Stanford’s 2026 AI Index Report, released this month, contains two findings that enterprise leaders need to read side by side. AI agents now complete 66% of real computer tasks on the OSWorld benchmark, a 54-percentage-point jump from 12% a year ago. In the same report, a randomized controlled trial by METR found that experienced open-source developers completed coding tasks approximately 19% slower when given access to frontier AI tools compared to working without them.
The capability story and the productivity story are diverging. That gap has real implications for how companies plan their agent investments in 2026.
The OSWorld Jump: 12% to 66%
The OSWorld benchmark tests AI agents on actual computer tasks: navigating software interfaces, manipulating files, executing multi-step workflows across operating systems. According to the Stanford HAI report, agent success rates on these tasks climbed from 12% in March 2025 to 66.3% by March 2026, bringing agents within roughly 6 percentage points of measured human performance on the same benchmark.
This is not a narrow coding benchmark. OSWorld measures whether agents can do the kind of work that fills an average knowledge worker’s day: processing documents, managing databases, coordinating between applications. Two-thirds success on these tasks represents a threshold where agent deployment in structured, high-volume workflows becomes viable, according to analysis from BERI.
Other benchmarks in the report tell a similar story. On SWE-bench Verified, which tests agents on real software engineering tasks from open-source projects, model performance jumped from 60% to near 100% of the human baseline in a single year, per the Stanford HAI takeaways.
The METR Paradox: Capable Tools, Slower Work
Buried in the same report is a finding that contradicts the dominant vendor narrative on developer productivity. METR (Model Evaluation and Threat Research) ran a randomized controlled trial with experienced open-source contributors working on their own repositories, projects they already knew thoroughly. Half the tasks were completed with AI coding assistants, half without.
The developers predicted AI would make them 24% faster. After the study, they still believed AI had made them roughly 20% faster. The measured result: 19% slower, with a confidence interval between 2% and 39% slower.
As Ars Technica reported when the study was first published, the gap between perceived and actual productivity was 39 percentage points. The tools felt fast. The stopwatch disagreed.
The slowdown appears to stem from overhead that developers don’t register as lost time: reviewing AI-generated code, re-prompting after incorrect outputs, debugging subtle errors they didn’t write, and the cognitive load of evaluating suggestions mid-flow. None of that feels like friction in the moment. It accumulates in the data.

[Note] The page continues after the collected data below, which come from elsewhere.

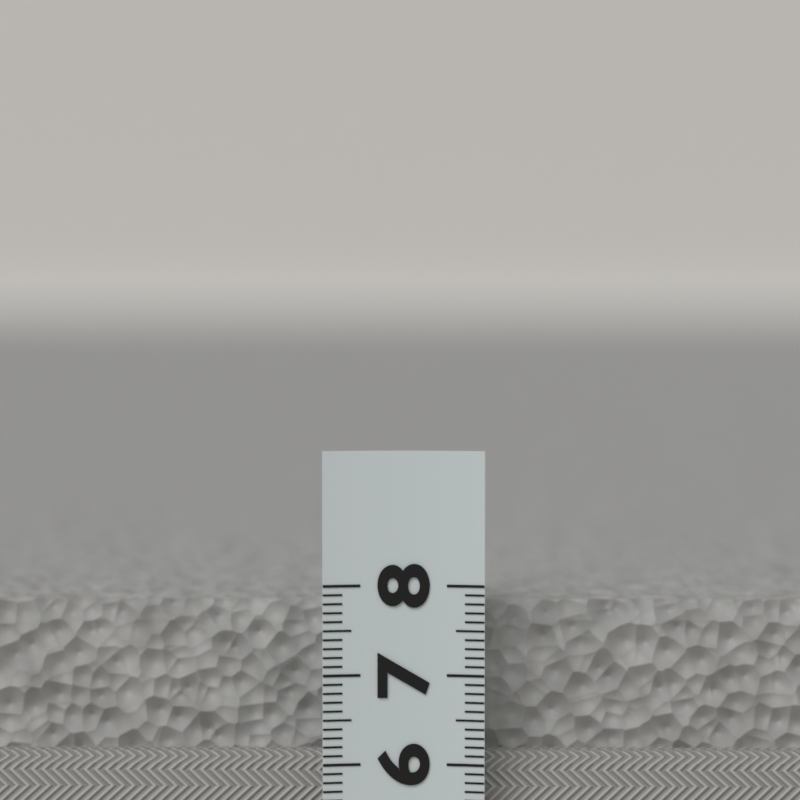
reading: 7.7 (no unit)
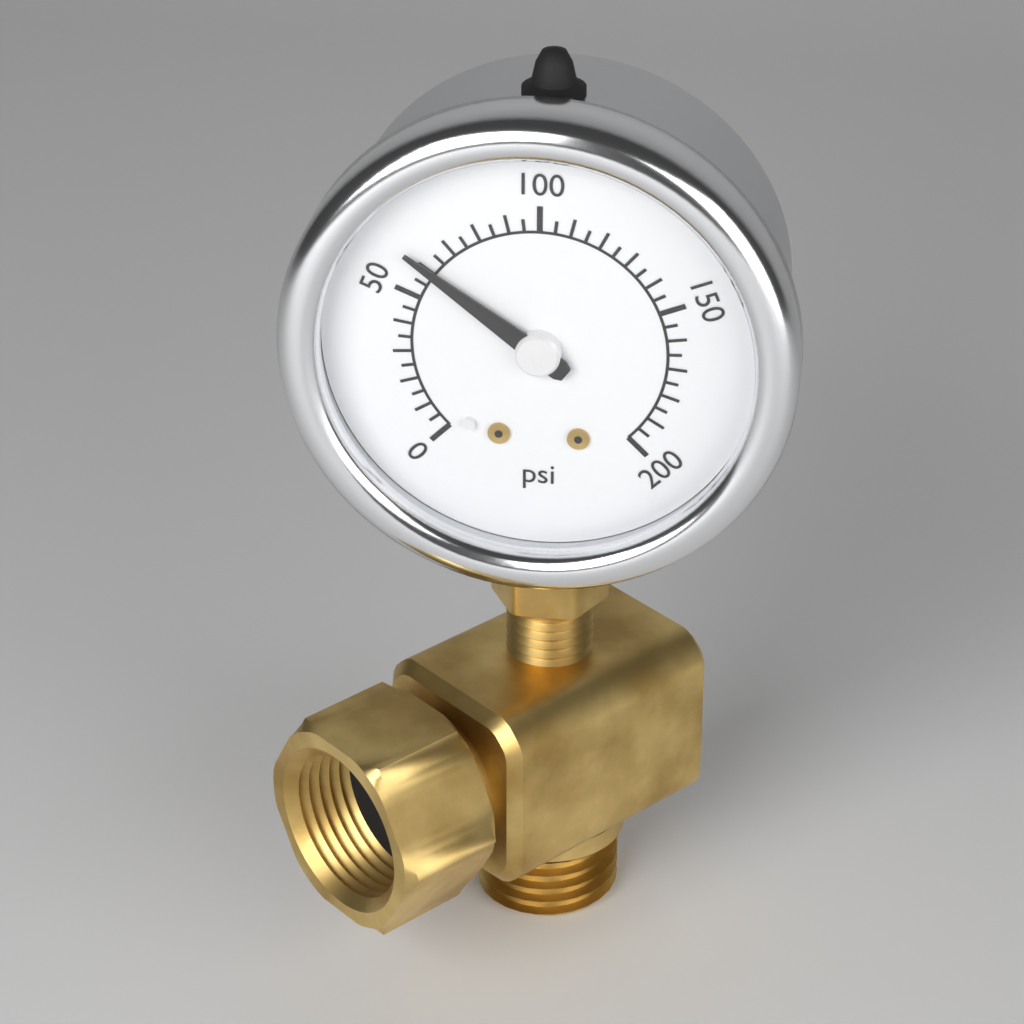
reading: 60 psi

Two Findings, One Planning Problem
The tension is real but not contradictory. OSWorld measures what agents can do autonomously on structured tasks. The METR study measures what happens when experienced humans collaborate with AI tools on tasks those humans already know how to do. These are different deployment models.
Agents executing high-volume, repeatable workflows (claims processing, document extraction, compliance checking) operate in the OSWorld paradigm: give the agent a defined task, let it run, measure output. The 66% success rate applies here.

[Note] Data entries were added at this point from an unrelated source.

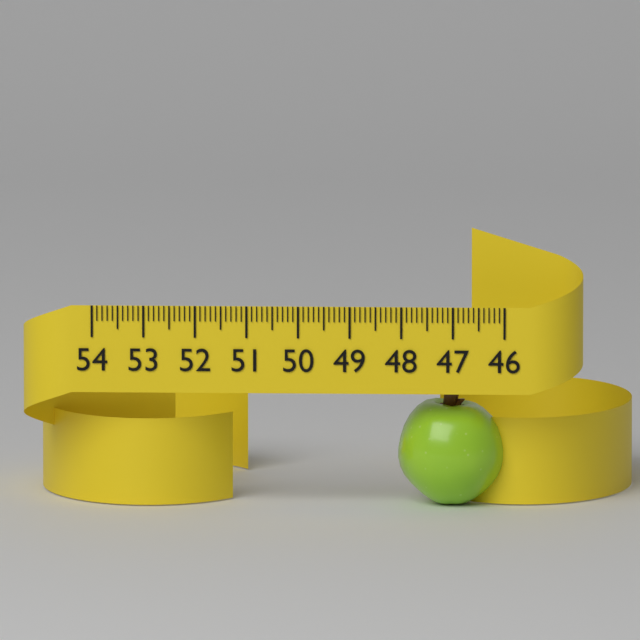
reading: 48.1 (no unit)
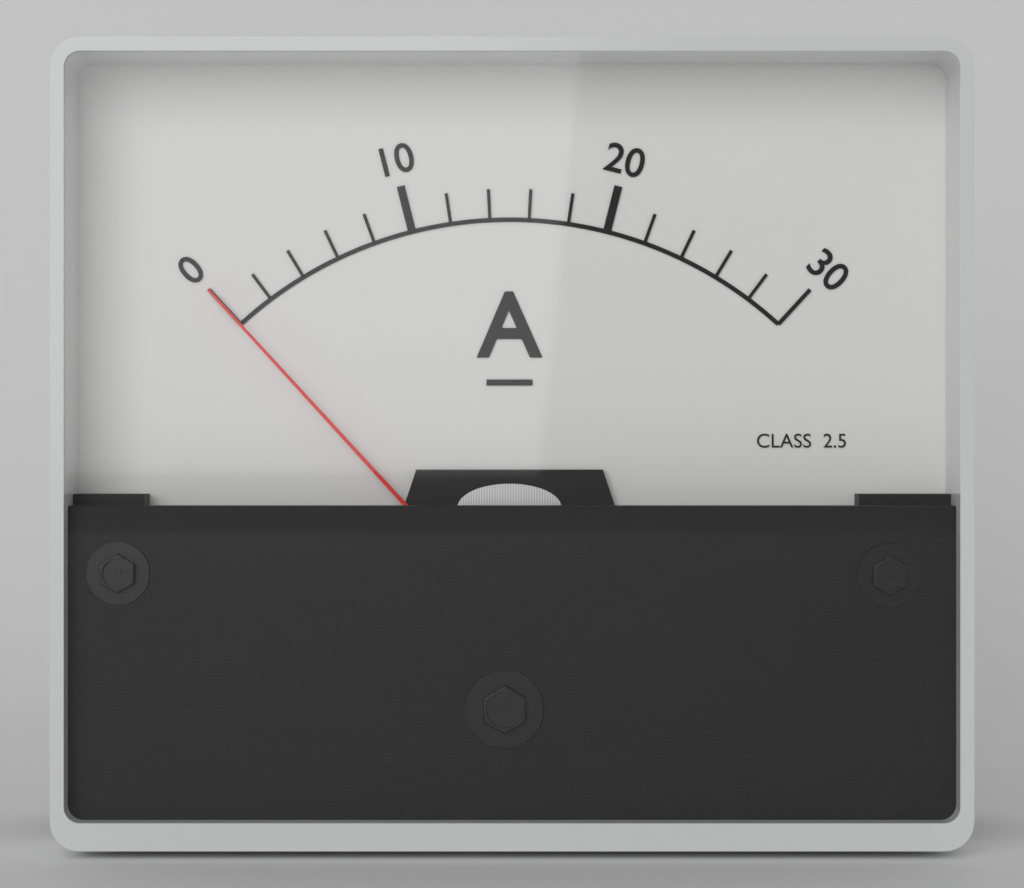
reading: 0 A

Developers using AI coding assistants operate in the METR paradigm: a human expert is already fast at the task, and the tool introduces both generation speed and validation overhead. For this group, the net effect may be negative until tools and workflows mature.
For enterprise planning, the report suggests a clear segmentation. Agent autonomy works where tasks are structured and high-volume. Human-AI collaboration works where the human is learning (junior developers) or the task is genuinely novel. For experienced practitioners on familiar codebases, the productivity case is weaker than vendor marketing suggests.
The Adoption Numbers
The broader Stanford report shows organizational AI adoption hitting 88% in 2026, up from 78% a year earlier. Four in five university students now use generative AI. Global private AI investment reached new highs.
The capability surge is not in question. The question is whether enterprises are deploying agents in the right configurations, measuring the right outcomes, and not confusing capability benchmarks with productivity gains. Stanford’s report, taken as a whole, suggests many are doing exactly that.